On February 10, 2010 Andy Hasselwander (@ahasselwander) wrote the very insightful post ‘Cascading detail for sales enablement’ on his blog b2bmarketingconfidential.blogspot.com:
“I’ve been working on a lot of sales enablement kits lately. My biggest learning on sales enablement came about ten years ago, when I did a study for a big enterprise technology company on marketing effectiveness. We looked at three marketing objectives: Generate demand, drive awareness and comprehension, and enable the sales force. In hindsight, it was ultra-simple. But, we came up with a really powerful conclusion. The most effective programs, in terms of ROI, were sales enablement programs. However, when we spoke to reps, they complained about 90% of the content they were provided. What really mattered was the 10% “really good” stuff that made the deals.
So, the recommendation had two parts: First, invest more in sales enablement. Second, only produce 1/5 of the material. This sounds like a “duh” recommendation, because we’ve all heard the trite adage about the CMO who says “I know I could cut 50% of my marketing spend, I just don’t which 50%”… but there was more to it. The number one thing reps needed, it turned out, was cascading detail about the solutions they were selling.

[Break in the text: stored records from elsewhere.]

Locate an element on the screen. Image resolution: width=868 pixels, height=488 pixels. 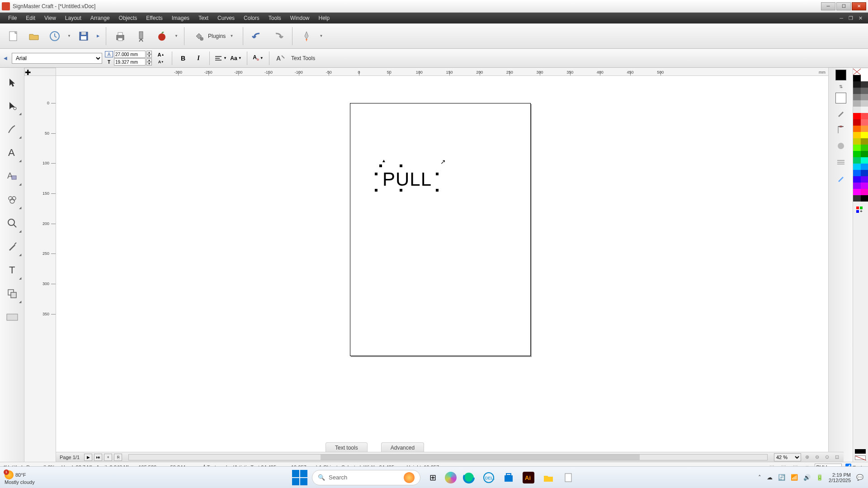
text-tools-icon: A is located at coordinates (280, 58).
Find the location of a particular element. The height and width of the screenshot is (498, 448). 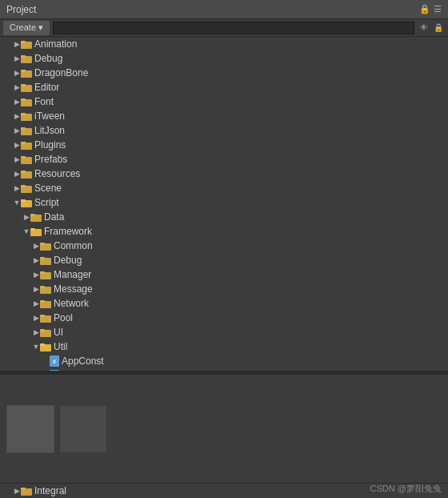

lock-button: 🔒 is located at coordinates (438, 28).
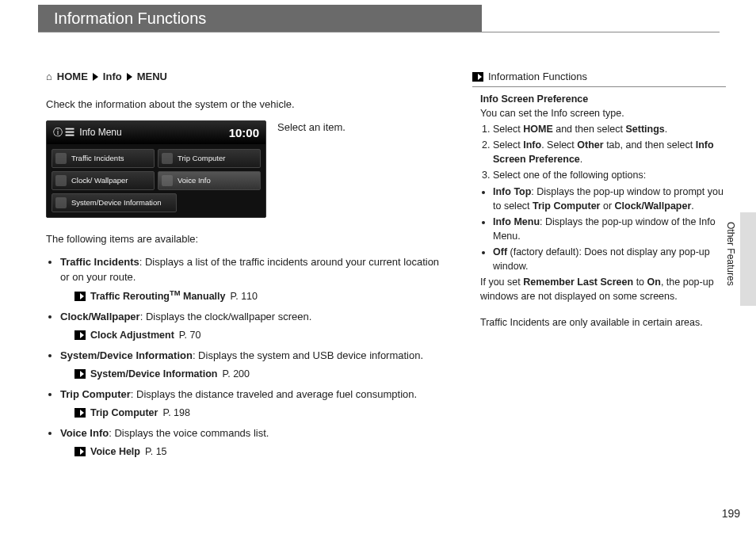  I want to click on fuel-icon, so click(167, 158).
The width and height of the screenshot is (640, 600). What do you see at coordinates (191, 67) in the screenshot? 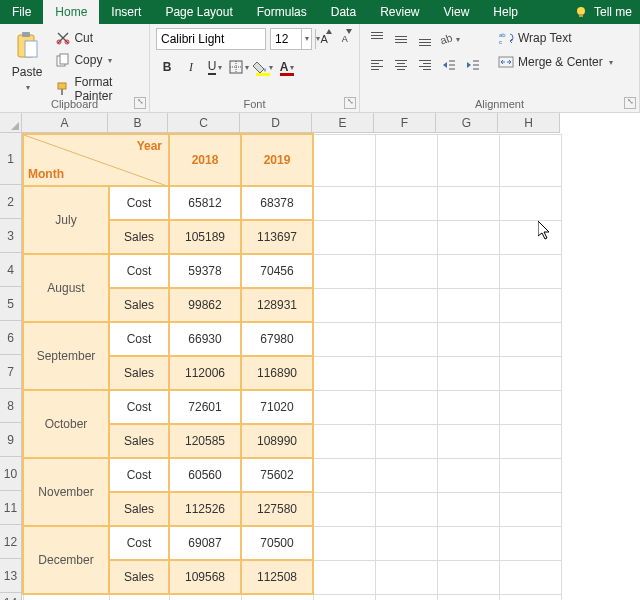
I see `italic-button: I` at bounding box center [191, 67].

Reps selling into complex organizations need to be enabled with at least three levels of detail–one for the business lead, one for his or her researchers / support in the deal, and one for the technical folks that will actually be doing the implementation. Without a clear value proposition and component model for each of these audiences, reps spend hundreds of hours spinning their wheels. In most cases, these levels of detail don’t exist, at least not in distilled form.

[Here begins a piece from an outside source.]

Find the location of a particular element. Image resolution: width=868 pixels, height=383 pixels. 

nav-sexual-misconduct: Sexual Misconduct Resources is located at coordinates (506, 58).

Another interesting observation I’ve had is that companies are usually really good at selling into one of the above audiences, but lousy at selling in to the other two. For example, Microsoft seems really good at selling into the implementers, but not so good with the decision makers and researchers. They’re ok, don’t get me wrong, but every company has its strength. So, if you can figure out how to make selling into role a strength, you’ll outcompete your rivals and win.

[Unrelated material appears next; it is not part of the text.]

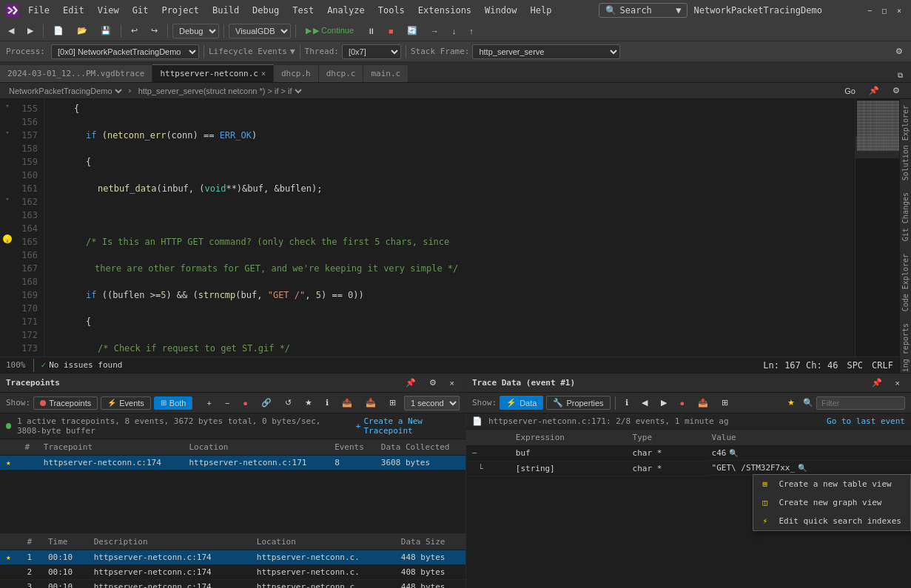 The height and width of the screenshot is (588, 911). What do you see at coordinates (213, 73) in the screenshot?
I see `tab-httpserver: httpserver-netconn.c ×` at bounding box center [213, 73].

Each level of detail should also cascade. If we’re focusing on a value proposition, it might cascade like this:
- Decision Maker: Acme helps me realize my performance targets by providing my teams with the best possible productivity tools, while functioning flexibly with my existing systems.
- Researcher: Acme provides superior performance management tools across the finance and HR functions, at a superior value / price ratio to the competitive set; Acme’s core APIs are best-in-class and can be integrated with a minimum of effort compared to the competitive set.
- Implementer: Acme’s integration services are flexible and best-in-class, and can be installed on any of my core systems using its easy-to-use customization kit; Acme’s load balancing services make it the least impactful to our overall operating environment
The idea here is that the value proposition builds from one level to the other. Researchers and implementers will still be interested in the “core” business value proposition, but the value we can provide them needs to be more specific to be sufficient for them to be comfortable.
The same concept applies when we get to component model. For a decision maker, a component model should be purely functional, but should show exactly how the solution in mind meets their business needs and enables the value proposition. The component model would then be filled in with detail and potentially blown into a few pages for the researcher. Finally, when it came to implementation, the component model would turn into a full-blown technical design. The key is that it’s translatable top-to-bottom and bottom-to-top. An example is shown below:
Thoughts about this topic? What are some examples of cascading sales enablement / core content that have worked for you?”
Please leave your comments on the original post ‘Cascading detail for sales enablement’.